Speeding Toward Impeachment in the Absence of Facts

COMMENTARY Political Process

Speeding Toward Impeachment in the Absence of Facts

Dec 11, 2019 2 min read
COMMENTARY BY
Thomas Jipping

Senior Legal Fellow, Center for Legal and Judicial Studies

Thomas Jipping is a Senior Legal Fellow for the Edwin Meese III Center for Legal and Judicial Studies.
The House Judiciary Committee is introducing two articles on abuse of power and obstruction of Congress for the next steps in the House impeachment inquiry against President Trump. Alex Wong / Staff / Getty Images

Key Takeaways

Believing something, even fervently, does not make it true. Repeating it, even endlessly, does not make it true.

In the absence of actual evidence, Mr. Trump’s critics have presented arguments such as “I wouldn’t put it past him” or “that sounds like something Trump would do."

Sentiments are not evidence. Even theories that appear to fit the facts are not evidence.

The Democrats’ case for impeaching President Trump boils down to this: the accusation that he solicited, demanded, perhaps even coerced a foreign government to help him get reelected. Such behavior, they contend, constitutes an impeachable offense.

The most important task for the Senate when it conducts a trial on that article of impeachment is to determine whether that is, in fact, what Mr. Trump did.

This is not America’s first impeachment. In the past, however, the facts were clear; the challenge was deciding whether the individual’s actions fell within the Constitution’s category of “treason, bribery, or other high crimes and misdemeanors.” This time, before even reaching that issue, the question is what Mr. Trump actually did.

There seems to be agreement about this much: Mr. Trump briefly put aid to Ukraine, as well as a White House meeting with its new president, on hold.

In a July 25 phone conversation with Volodymyr Zelensky, Mr. Trump urged the Ukrainian president to conduct two investigations. One focused on “this whole situation with Ukraine,” referring to accusations that Ukraine tried to influence the 2016 president election. He also spoke about whether former Vice President Joseph R. Biden “stopped the prosecution” of a company on whose board sat son Hunter Biden.

A month and a half later, the administration released the aid, even though Ukraine undertook neither of the investigations requested.

Nothing in that account, as far as it goes, amounts to an impeachable offense. The piece that makes or breaks the impeachment is the piece about which there is no evidence.

Democrats’ and their liberal allies have told us repeatedly just what that piece is. The House Permanent Select Committee on Intelligence report, for example, claims that Mr. Trump “solicited the interference of a foreign government, Ukraine, to benefit his reelection.”

After releasing this report, Rep. Adam B. Schiff, California Democrat and intelligence committee chairman, spoke of a “scheme to coerce an ally into doing the president’s political dirty work.” Mr. Trump was guilty, he said, of using “official power to compel another country, Ukraine, to interfere in the 2020 election.”

Law professors testifying at the Dec. 4 House Judiciary Committee hearing said the same thing. Harvard professor Noah Feldman asserted that Mr. Trump “abused his office by soliciting the president of Ukraine to investigate his political rivals in order to gain personal political advantage, including in the 2020 presidential election.” Stanford professor Pamela Karlan claimed Mr. Trump “did this to strong arm a foreign leader into smearing one of the president’s opponents in our ongoing election season.”

Believing something, even fervently, does not make it true. Repeating it, even endlessly, does not make it true. To make the charge stick, the impeachment inquiry must produce actual evidence for Mr. Trump’s specific, nefarious, impeachable intent to make Ukraine interfere in the 2020 presidential election. So far at least, it has failed to do so.

In the absence of actual evidence, Mr. Trump’s critics have presented arguments such as “I wouldn’t put it past him,” “that sounds like something Trump would do,” or “I just know in my gut.” Sentiments, however, are not evidence. Even theories that appear to fit the facts are not evidence.

The possibility that, if Ukraine had conducted those investigations, Mr. Trump could have used the results to help his reelection, is not evidence of his intent either. You might argue that it would have helped his chances. Then again, virtually everything a first-term president does could affect his reelection. If you believe that any president never chose what to do or how to do it with at least an eye (and possibly other senses as well) toward how it would affect his political standing, I have some oceanfront property in Utah to sell you.

How’s this for irony? On Nov. 13, as the Intelligence Committee’s first impeachment hearing opened, Mr. Schiff interrupted the Republican counsel’s questions to warn witnesses not to answer questions that “assume facts not in evidence.” With Mr. Schiff’s blessing, the House is about to impeach Mr. Trump by doing just that.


* Problem details:
Search the data for "bounding". Each line containing it is to be copied.

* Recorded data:
* * *

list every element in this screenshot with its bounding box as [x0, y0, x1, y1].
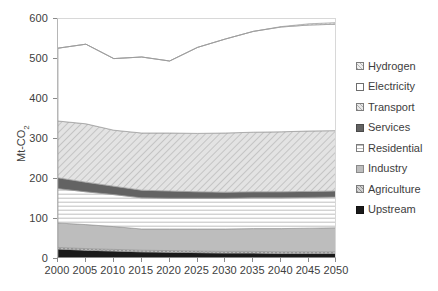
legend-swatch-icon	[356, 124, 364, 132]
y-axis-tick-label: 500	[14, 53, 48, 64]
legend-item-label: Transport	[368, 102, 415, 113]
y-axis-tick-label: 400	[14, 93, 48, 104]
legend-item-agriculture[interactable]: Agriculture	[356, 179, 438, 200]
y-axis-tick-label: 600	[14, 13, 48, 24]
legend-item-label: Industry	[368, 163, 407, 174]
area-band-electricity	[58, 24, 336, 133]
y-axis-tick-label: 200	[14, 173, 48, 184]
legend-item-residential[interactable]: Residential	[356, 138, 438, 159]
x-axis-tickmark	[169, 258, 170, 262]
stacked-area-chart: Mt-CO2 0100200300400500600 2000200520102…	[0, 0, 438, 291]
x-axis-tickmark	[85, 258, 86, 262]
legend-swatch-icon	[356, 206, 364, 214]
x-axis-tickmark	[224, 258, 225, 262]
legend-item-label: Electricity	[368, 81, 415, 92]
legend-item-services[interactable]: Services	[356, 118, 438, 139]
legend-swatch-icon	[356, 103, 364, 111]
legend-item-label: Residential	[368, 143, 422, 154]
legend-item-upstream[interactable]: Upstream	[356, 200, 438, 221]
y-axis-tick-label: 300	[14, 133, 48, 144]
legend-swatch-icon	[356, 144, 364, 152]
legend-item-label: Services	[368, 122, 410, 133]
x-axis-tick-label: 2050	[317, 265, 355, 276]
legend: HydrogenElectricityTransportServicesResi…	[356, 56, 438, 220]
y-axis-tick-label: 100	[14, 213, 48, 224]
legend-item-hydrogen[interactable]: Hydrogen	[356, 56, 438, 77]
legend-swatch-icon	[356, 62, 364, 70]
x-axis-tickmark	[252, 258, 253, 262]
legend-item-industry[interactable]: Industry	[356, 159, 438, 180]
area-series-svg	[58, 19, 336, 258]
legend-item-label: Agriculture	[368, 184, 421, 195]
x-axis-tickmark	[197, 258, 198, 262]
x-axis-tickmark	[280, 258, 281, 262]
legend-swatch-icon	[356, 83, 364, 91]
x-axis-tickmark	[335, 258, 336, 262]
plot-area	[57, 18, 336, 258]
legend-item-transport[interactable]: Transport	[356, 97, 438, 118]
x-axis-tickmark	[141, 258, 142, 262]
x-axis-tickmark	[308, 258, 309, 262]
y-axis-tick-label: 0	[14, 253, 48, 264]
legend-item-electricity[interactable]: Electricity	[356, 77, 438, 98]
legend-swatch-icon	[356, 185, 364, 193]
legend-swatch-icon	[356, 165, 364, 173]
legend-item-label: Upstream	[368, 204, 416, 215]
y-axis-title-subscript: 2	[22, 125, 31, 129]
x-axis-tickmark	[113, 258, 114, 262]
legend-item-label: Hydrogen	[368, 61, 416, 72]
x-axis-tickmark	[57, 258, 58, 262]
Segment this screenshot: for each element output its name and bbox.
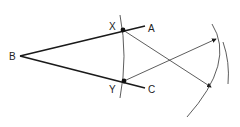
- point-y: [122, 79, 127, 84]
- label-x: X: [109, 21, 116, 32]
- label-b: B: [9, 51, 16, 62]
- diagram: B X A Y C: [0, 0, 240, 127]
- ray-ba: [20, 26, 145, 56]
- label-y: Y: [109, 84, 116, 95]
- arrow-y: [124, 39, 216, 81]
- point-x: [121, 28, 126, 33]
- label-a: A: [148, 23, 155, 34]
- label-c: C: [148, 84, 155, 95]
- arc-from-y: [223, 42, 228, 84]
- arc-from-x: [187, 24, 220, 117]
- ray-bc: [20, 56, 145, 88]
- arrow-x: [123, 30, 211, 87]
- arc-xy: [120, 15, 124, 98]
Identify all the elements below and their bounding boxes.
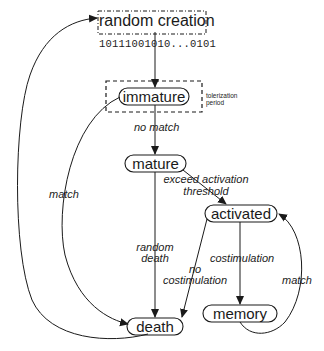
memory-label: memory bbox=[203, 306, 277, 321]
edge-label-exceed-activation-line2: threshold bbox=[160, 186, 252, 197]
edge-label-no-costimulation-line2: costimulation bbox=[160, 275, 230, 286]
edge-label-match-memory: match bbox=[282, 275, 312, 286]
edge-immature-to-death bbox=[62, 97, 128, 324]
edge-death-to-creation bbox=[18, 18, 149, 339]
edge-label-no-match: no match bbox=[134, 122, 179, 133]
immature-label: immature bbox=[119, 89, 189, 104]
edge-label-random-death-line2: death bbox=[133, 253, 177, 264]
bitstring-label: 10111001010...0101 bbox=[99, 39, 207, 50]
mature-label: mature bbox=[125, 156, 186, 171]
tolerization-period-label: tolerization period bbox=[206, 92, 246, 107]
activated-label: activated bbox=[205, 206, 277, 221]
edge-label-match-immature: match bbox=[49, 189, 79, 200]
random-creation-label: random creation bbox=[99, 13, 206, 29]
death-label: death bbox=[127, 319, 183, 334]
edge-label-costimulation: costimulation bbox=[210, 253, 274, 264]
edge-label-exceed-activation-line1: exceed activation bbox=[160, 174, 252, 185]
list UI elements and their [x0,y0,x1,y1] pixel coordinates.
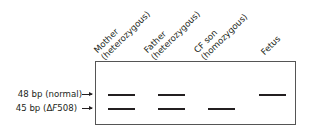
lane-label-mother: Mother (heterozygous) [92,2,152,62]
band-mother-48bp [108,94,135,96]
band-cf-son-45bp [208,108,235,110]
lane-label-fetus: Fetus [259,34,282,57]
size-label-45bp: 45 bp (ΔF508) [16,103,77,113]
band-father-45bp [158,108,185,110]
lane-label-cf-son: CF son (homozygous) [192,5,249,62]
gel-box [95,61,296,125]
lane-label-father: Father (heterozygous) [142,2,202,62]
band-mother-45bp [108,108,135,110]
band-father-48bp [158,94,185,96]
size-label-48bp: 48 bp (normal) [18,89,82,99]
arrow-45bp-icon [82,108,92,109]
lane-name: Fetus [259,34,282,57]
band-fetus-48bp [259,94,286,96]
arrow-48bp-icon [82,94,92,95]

* * *

* Answer for the task:
list every element in this screenshot with its bounding box as [x0, y0, x1, y1].
Identify all the elements below and their bounding boxes.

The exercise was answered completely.